Similarly the button needs adjusting, it needs to feel apart of the layout proportionally. The width I ended up with was 108px and 30px height. This should equate padding to around 9px at the top and bottom and 24px left and right. The font size is also adjusted to 12px to match the description.

Where you should be

We’re aiming for the text and button to occupy just over 50% of the space. For such a narrow screen, it’s important to maintain some kind of line length. The image will occupy enough of the space to be purposeful too.

Adjusting the image

The image doesn’t seem straight forward, but if you think the whole of the image isn’t 100% crucial to be shown. It’s a complement to our text and post. So you can afford to crop some off, and that’s what we will do in this case.

Make a symbol

Making a symbol allows us to make adjustments to both images from one place, should we need to in future. Go to Window > Symbols, select the image from the larger artboard and drag it into the Symbols panel.

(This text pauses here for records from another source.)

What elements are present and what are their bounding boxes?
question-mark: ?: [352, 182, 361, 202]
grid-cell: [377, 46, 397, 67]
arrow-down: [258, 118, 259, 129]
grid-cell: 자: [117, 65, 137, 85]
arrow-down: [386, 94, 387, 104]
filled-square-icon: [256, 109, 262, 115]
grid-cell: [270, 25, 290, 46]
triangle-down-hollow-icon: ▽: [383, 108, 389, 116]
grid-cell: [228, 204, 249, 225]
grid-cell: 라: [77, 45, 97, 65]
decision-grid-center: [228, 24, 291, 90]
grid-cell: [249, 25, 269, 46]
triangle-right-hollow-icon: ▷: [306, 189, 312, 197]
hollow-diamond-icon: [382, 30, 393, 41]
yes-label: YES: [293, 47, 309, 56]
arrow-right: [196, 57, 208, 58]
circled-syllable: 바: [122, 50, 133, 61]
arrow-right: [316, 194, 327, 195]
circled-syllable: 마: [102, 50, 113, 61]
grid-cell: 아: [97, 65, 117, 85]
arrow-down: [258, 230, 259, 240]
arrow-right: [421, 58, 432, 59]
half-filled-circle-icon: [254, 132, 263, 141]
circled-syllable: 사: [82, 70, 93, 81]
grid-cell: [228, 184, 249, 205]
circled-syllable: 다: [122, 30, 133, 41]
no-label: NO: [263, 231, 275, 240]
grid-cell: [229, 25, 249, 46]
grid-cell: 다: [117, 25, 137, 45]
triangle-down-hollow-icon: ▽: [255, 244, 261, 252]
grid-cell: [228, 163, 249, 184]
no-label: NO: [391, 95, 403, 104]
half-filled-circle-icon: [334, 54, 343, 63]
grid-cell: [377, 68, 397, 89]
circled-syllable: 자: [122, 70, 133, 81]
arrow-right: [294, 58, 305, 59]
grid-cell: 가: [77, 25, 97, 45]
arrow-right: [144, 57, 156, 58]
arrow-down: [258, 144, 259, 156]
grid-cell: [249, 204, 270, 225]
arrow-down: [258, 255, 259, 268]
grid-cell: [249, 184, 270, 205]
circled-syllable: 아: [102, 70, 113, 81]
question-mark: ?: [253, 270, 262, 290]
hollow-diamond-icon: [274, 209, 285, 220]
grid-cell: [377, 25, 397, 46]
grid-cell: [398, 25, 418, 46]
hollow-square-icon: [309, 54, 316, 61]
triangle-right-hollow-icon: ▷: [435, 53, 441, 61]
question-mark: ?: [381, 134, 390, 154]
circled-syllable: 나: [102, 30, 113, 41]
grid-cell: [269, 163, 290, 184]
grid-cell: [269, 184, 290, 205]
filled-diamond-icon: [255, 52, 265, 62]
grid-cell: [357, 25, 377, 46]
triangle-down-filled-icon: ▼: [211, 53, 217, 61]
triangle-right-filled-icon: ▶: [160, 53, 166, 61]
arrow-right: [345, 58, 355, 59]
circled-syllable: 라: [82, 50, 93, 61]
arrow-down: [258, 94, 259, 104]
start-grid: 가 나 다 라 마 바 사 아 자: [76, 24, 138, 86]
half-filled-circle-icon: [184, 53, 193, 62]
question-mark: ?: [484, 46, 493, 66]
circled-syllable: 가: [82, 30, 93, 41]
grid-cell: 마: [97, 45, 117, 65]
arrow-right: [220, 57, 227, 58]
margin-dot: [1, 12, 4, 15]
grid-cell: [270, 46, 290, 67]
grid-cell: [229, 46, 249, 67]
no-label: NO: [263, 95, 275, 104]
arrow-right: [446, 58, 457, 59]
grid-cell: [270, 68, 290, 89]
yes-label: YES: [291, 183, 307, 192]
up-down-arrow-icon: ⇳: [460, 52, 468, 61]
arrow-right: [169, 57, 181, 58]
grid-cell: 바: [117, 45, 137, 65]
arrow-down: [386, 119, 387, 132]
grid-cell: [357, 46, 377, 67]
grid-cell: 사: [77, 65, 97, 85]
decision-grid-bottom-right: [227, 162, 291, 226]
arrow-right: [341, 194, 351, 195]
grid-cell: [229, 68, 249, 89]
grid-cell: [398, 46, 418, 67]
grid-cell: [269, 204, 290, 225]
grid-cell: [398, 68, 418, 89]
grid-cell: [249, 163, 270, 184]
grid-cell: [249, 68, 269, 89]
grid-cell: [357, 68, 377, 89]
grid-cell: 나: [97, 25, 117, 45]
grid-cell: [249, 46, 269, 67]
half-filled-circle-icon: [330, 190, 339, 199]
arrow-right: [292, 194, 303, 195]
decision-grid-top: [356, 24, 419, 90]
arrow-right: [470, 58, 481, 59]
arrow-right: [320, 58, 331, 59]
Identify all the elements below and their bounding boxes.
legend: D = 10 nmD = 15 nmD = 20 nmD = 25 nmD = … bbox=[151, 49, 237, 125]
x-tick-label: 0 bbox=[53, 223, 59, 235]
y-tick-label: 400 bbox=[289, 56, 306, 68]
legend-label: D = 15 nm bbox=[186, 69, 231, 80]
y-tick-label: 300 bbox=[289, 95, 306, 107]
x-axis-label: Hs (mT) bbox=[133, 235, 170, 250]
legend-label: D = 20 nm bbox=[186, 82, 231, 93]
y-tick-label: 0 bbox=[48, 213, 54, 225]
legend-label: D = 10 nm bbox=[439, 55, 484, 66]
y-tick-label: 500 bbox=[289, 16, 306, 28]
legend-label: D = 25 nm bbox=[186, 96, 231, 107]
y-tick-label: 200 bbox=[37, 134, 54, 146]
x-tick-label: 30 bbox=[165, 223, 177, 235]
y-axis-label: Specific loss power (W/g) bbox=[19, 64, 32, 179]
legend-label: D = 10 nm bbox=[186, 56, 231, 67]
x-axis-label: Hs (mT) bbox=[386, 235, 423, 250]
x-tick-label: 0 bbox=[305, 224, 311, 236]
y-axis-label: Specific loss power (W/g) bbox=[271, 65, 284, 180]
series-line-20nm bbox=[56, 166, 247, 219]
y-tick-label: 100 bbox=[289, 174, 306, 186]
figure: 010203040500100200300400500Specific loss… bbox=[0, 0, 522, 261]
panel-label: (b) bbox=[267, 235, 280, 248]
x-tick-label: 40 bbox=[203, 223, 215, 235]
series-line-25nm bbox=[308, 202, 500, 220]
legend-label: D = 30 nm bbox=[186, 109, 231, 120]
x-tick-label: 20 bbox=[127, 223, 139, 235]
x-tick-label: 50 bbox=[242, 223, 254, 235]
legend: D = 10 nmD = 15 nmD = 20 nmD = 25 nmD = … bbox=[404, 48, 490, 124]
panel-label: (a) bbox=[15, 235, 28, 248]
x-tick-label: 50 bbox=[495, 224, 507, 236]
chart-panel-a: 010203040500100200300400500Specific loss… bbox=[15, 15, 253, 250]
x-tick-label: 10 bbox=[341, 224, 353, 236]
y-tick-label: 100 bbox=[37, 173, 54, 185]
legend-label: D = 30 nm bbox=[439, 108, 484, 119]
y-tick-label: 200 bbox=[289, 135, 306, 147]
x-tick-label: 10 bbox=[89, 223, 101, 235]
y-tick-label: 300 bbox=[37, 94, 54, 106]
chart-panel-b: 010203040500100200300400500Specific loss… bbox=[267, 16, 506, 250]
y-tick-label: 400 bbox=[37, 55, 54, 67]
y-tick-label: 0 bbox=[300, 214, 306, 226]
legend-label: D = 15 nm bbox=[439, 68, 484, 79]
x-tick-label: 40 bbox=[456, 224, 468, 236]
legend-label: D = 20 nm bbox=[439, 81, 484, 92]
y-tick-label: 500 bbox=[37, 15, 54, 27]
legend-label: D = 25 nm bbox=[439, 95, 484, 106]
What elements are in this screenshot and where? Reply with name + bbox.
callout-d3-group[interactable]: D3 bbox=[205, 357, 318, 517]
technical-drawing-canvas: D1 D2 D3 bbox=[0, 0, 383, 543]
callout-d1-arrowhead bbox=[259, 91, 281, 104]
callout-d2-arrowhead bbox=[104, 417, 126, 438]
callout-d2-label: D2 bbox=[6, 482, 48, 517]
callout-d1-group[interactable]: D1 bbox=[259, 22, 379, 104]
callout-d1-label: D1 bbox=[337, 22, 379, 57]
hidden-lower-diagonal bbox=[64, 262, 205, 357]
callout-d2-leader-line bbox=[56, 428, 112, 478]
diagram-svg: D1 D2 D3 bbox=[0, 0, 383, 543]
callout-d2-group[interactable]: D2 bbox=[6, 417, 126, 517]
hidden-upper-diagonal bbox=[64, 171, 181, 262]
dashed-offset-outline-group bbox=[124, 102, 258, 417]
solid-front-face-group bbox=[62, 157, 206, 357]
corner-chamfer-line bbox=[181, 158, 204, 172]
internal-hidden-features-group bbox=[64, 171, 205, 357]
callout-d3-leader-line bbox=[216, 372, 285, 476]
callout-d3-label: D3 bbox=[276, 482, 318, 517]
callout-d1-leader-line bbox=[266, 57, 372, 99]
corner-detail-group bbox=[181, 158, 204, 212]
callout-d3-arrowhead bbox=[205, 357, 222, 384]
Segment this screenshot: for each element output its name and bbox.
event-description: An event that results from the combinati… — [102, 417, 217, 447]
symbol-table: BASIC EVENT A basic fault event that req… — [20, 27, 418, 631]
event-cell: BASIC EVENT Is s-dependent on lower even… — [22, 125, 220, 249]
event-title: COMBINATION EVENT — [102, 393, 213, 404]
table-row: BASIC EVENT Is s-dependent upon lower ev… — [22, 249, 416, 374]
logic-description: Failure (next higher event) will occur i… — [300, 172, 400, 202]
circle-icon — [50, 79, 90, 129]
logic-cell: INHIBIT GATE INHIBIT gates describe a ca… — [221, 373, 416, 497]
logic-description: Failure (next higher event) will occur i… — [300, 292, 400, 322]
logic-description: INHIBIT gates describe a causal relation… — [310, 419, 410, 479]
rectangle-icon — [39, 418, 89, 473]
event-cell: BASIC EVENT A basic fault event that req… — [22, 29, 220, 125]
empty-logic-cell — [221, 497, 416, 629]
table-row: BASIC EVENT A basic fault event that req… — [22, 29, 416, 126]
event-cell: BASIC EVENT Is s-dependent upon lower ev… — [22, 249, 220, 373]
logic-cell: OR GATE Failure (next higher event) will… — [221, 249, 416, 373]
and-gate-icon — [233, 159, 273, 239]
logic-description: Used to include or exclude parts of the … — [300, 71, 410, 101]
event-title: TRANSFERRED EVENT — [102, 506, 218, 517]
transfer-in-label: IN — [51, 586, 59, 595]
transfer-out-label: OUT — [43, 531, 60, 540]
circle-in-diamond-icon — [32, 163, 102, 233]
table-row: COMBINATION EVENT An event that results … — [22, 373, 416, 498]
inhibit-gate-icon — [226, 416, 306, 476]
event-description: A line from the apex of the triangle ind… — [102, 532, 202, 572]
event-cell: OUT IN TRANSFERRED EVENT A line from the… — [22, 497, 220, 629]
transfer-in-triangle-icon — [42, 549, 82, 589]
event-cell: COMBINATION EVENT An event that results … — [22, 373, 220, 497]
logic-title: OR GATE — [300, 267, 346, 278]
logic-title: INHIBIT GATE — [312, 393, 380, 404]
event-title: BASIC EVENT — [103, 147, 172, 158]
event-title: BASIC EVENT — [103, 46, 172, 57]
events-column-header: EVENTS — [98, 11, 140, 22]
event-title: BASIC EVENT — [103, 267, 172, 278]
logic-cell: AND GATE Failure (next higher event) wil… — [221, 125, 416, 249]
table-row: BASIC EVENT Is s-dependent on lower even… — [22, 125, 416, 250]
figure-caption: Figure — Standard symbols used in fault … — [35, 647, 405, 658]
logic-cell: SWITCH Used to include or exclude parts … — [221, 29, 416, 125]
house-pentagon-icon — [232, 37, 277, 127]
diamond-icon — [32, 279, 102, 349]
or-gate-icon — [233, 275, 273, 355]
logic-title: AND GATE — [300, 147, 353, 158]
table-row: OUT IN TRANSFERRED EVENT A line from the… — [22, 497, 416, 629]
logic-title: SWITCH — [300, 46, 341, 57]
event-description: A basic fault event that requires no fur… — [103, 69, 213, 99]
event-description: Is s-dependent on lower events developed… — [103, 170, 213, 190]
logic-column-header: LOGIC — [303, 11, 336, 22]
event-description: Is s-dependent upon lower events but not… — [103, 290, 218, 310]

You’ll be presented with Symbol Options, give it a name, and change the registration by clicking the top left. Finally, click OK.

Adding the symbol

With your ‘small-screen’ artboard selected, drag the symbol into your document to your small screen artboard.

Masking the artboard

You’ll have the image roughly positioned. For completeness, we want that to only show. The easiest way to do this is with a mask.

Paste the background layer on top

Select the background layer, and paste it in place by pressing cmd + shift + v. Now select everything on that artboard by clicking and dragging to select.

Finally, press cmd + 7 this makes a mask.

What you should end up with

As the image demonstrates the Customizer UI is still showing. This is a nice balance of image against text. It won’t always work this favourably, however, if we try, our layouts are much more coherent.